Marijuana may smoke your long-term memory
Teenagers who smoke marijuana daily may have lingering memory problems and structural abnormalities in the brain, even after they stop using the drug, a small study suggests.
Researchers found that young adults who'd smoked pot heavily as teens performed worse on memory tests than their peers who'd never used the drug regularly. And on brain scans, they tended to show differences in the shape of the hippocampus -- a brain structure involved in forming long-term memories.
However, the findings, reported March 12 in the journal Hippocampus, do not prove that marijuana is the culprit.
That's partly because the study participants were assessed only once, which leaves the chicken-and-egg question open, said lead researcher Matthew Smith.
"We can't know that it's causing the memory impairment," said Smith, an assistant professor of psychiatry and behavioral sciences at Northwestern University Feinberg School of Medicine, in Chicago.
However, he pointed out that other research has found a link between teenagers' heavy marijuana use and lingering memory problems, as well as a loss in IQ points. Similarly, brain-imaging studies have found that habitual pot smokers show differences in the volume and shape of the hippocampus, versus non-users.

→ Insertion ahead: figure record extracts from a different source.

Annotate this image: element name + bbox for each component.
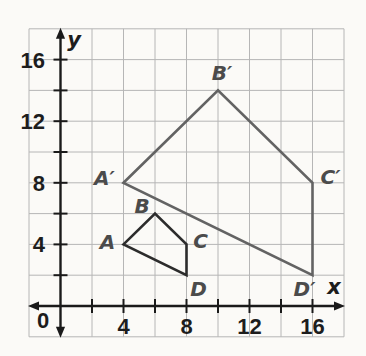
coordinate-plane: 4812164812160yxABCDA′B′C′D′ <box>0 0 366 356</box>
vertex-label-c-prime: C′ <box>321 165 342 189</box>
y-axis-label: y <box>67 28 82 52</box>
x-axis-tick-label: 4 <box>117 314 130 339</box>
plot-background <box>0 0 366 356</box>
y-axis-tick-label: 8 <box>33 171 45 196</box>
vertex-label-a-prime: A′ <box>92 166 115 190</box>
vertex-label-c: C <box>193 229 208 253</box>
graph-figure: 4812164812160yxABCDA′B′C′D′ <box>0 0 366 356</box>
x-axis-tick-label: 8 <box>180 314 192 339</box>
vertex-label-d-prime: D′ <box>294 277 317 301</box>
vertex-label-b-prime: B′ <box>212 61 233 85</box>
y-axis-tick-label: 12 <box>21 109 45 134</box>
x-axis-label: x <box>326 275 342 299</box>
y-axis-tick-label: 4 <box>33 232 46 257</box>
vertex-label-b: B <box>134 194 149 218</box>
origin-label: 0 <box>37 308 49 333</box>
vertex-label-a: A <box>98 230 115 254</box>
x-axis-tick-label: 16 <box>300 314 324 339</box>
x-axis-tick-label: 12 <box>237 314 261 339</box>
vertex-label-d: D <box>190 277 207 301</box>
y-axis-tick-label: 16 <box>21 48 45 73</box>
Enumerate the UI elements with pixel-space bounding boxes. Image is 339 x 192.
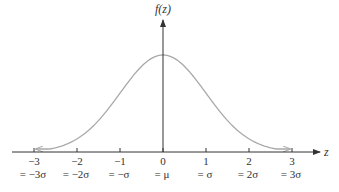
x-sigma-label: = 2σ: [238, 168, 258, 180]
normal-distribution-chart: z f(z) −3= −3σ−2= −2σ−1= −σ0= μ1= σ2= 2σ…: [0, 0, 339, 192]
x-sigma-label: = −3σ: [20, 168, 47, 180]
x-tick-label: 1: [203, 155, 209, 167]
x-axis-ticks: −3= −3σ−2= −2σ−1= −σ0= μ1= σ2= 2σ3= 3σ: [20, 148, 302, 180]
x-sigma-label: = 3σ: [281, 168, 301, 180]
x-sigma-label: = σ: [198, 168, 213, 180]
x-tick-label: −2: [71, 155, 83, 167]
x-sigma-label: = −σ: [108, 168, 129, 180]
x-sigma-label: = μ: [155, 168, 170, 180]
x-sigma-label: = −2σ: [63, 168, 90, 180]
y-axis-label: f(z): [155, 2, 171, 16]
x-tick-label: 0: [160, 155, 166, 167]
x-tick-label: 3: [289, 155, 295, 167]
x-tick-label: −1: [114, 155, 126, 167]
x-tick-label: 2: [246, 155, 252, 167]
x-tick-label: −3: [28, 155, 40, 167]
x-axis-label: z: [323, 145, 329, 159]
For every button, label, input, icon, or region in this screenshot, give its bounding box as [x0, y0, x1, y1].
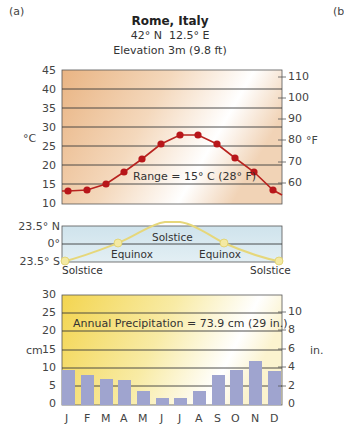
equinox-point-1 [114, 239, 122, 247]
temp-tick-40: 40 [20, 84, 56, 96]
bar-dec [268, 371, 281, 405]
precip-tick-in-4: 4 [288, 361, 295, 373]
temp-tick-f-110: 110 [288, 71, 309, 83]
month-label-apr: A [120, 413, 128, 425]
month-label-feb: F [84, 413, 90, 425]
bar-oct [230, 370, 243, 405]
precipitation-annual-annotation: Annual Precipitation = 73.9 cm (29 in.) [73, 317, 288, 330]
month-label-aug: A [195, 413, 203, 425]
bar-apr [118, 380, 131, 405]
temp-tick-f-70: 70 [288, 156, 302, 168]
bar-aug [193, 391, 206, 405]
month-label-jan: J [65, 413, 68, 425]
sun-label-equinox-1: Equinox [111, 248, 153, 260]
month-label-mar: M [101, 413, 111, 425]
month-label-jun: J [160, 413, 163, 425]
month-label-oct: O [231, 413, 240, 425]
month-label-jul: J [178, 413, 181, 425]
temp-tick-10: 10 [20, 198, 56, 210]
temp-point-may [138, 155, 145, 162]
precip-tick-in-10: 10 [288, 306, 302, 318]
temp-unit-celsius: °C [23, 132, 36, 145]
temp-unit-fahrenheit: °F [306, 134, 318, 147]
precip-unit-inches: in. [310, 344, 324, 357]
temp-point-jun [157, 140, 164, 147]
temp-tick-15: 15 [20, 179, 56, 191]
month-label-nov: N [251, 413, 259, 425]
temp-tick-45: 45 [20, 65, 56, 77]
precip-tick-5: 5 [20, 380, 56, 392]
sun-label-solstice-right: Solstice [250, 264, 291, 276]
temp-point-aug [194, 131, 201, 138]
month-label-dec: D [270, 413, 278, 425]
temp-tick-f-80: 80 [288, 134, 302, 146]
sun-label-solstice-left: Solstice [62, 264, 103, 276]
temp-point-oct [231, 154, 238, 161]
temp-tick-f-100: 100 [288, 92, 309, 104]
precipitation-plot [62, 295, 286, 405]
sun-label-equinox-2: Equinox [199, 248, 241, 260]
temp-point-mar [102, 180, 109, 187]
temp-point-sep [213, 140, 220, 147]
precip-tick-0: 0 [20, 398, 56, 410]
bar-jun [156, 398, 169, 405]
temp-tick-f-60: 60 [288, 177, 302, 189]
sun-tick-south: 23.5° S [4, 256, 60, 268]
month-label-sep: S [214, 413, 221, 425]
sun-label-solstice-top: Solstice [152, 231, 193, 243]
bar-nov [249, 361, 262, 405]
bar-jul [174, 398, 187, 405]
temp-point-feb [83, 186, 90, 193]
temp-point-jul [176, 131, 183, 138]
precip-tick-in-6: 6 [288, 343, 295, 355]
precip-tick-10: 10 [20, 362, 56, 374]
precip-unit-cm: cm [26, 344, 43, 357]
precip-tick-in-2: 2 [288, 380, 295, 392]
precip-tick-30: 30 [20, 289, 56, 301]
temp-point-apr [120, 168, 127, 175]
equinox-point-2 [220, 239, 228, 247]
temp-tick-20: 20 [20, 160, 56, 172]
temperature-range-annotation: Range = 15° C (28° F) [133, 170, 256, 183]
temp-tick-35: 35 [20, 103, 56, 115]
bar-mar [100, 379, 113, 405]
precip-tick-20: 20 [20, 325, 56, 337]
temp-point-dec [269, 186, 276, 193]
bar-jan [62, 370, 75, 405]
temp-tick-f-90: 90 [288, 113, 302, 125]
bar-sep [212, 375, 225, 405]
temperature-plot [62, 70, 286, 204]
sun-declination-plot [61, 222, 283, 265]
bar-feb [81, 375, 94, 405]
month-label-may: M [138, 413, 148, 425]
precip-tick-in-8: 8 [288, 324, 295, 336]
temp-point-jan [64, 187, 71, 194]
sun-tick-zero: 0° [4, 238, 60, 250]
precip-tick-in-0: 0 [288, 398, 295, 410]
sun-tick-north: 23.5° N [4, 221, 60, 233]
bar-may [137, 391, 150, 405]
precip-tick-25: 25 [20, 307, 56, 319]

This study, Smith said, adds another layer: It found a correlation between the oddly shaped hippocampus and memory problems.
What's more, the young adults in this study had been marijuana-free for an average of two years. That suggests that if heavy use alters teenagers' brain structure, or dims their memories, the effects do not quickly go away, Smith said.
More research is needed, he said, to see just how long those effects might last after young people stop smoking pot.
However, studies seeking to pinpoint marijuana's potential brain effects are fraught with limitations, said Paul Armentano, deputy director of NORML, a non-profit that advocates for legal marijuana use.
Some, like the current study, assess people once -- and can't show whether the pot use came before any memory issues, Armentano said.
Plus, many other factors might affect young people's brain development. Armentano pointed to a recent study in the Journal of Neuroscience that suggested that heavy drinking and other factors account for the connection between marijuana use and structural abnormalities in the brain.
The current findings are based on 10 young adults who smoked pot heavily as teens -- usually daily, starting at 16 or 17, for an average of three years. Smith's team compared them with 44 young adults the same age, and from similar backgrounds, with no history of drug abuse.
Overall, the former marijuana users performed worse on a test where they had to listen to a series of stories, then remember as much information as possible a half-hour later.
Smith said he thinks the gap would be relevant in real life. "It would be similar to having a conversation, and then forgetting details 30 minutes later," he said.
The researchers also found a correlation between having an "oddly shaped" hippocampus and poorer memory performance, Smith said, though he added that does not prove the structural difference caused the memory issues.
Despite the cause-and-effect questions, Smith said there is particular concern about the possible effects of marijuana on kids' developing brains.
"The overall body of evidence is pretty clear that when teenagers use marijuana [regularly], their brains tend to look different and there tend to be cognitive differences," he said.
So it would be wise to at least delay that first marijuana experiment, until the brain is mature, he suggested.
"If that's an experience you want to have," Smith said, "you'd probably be better off if you at least wait until your early-20s."
To Armentano, those concerns about teenagers' developing brains argue for legalized marijuana. "The obvious public-policy response," he said, "is to regulate the substance in a manner that better restricts young people's access to it, and provides them with evidence-based information in regard to its potential risks."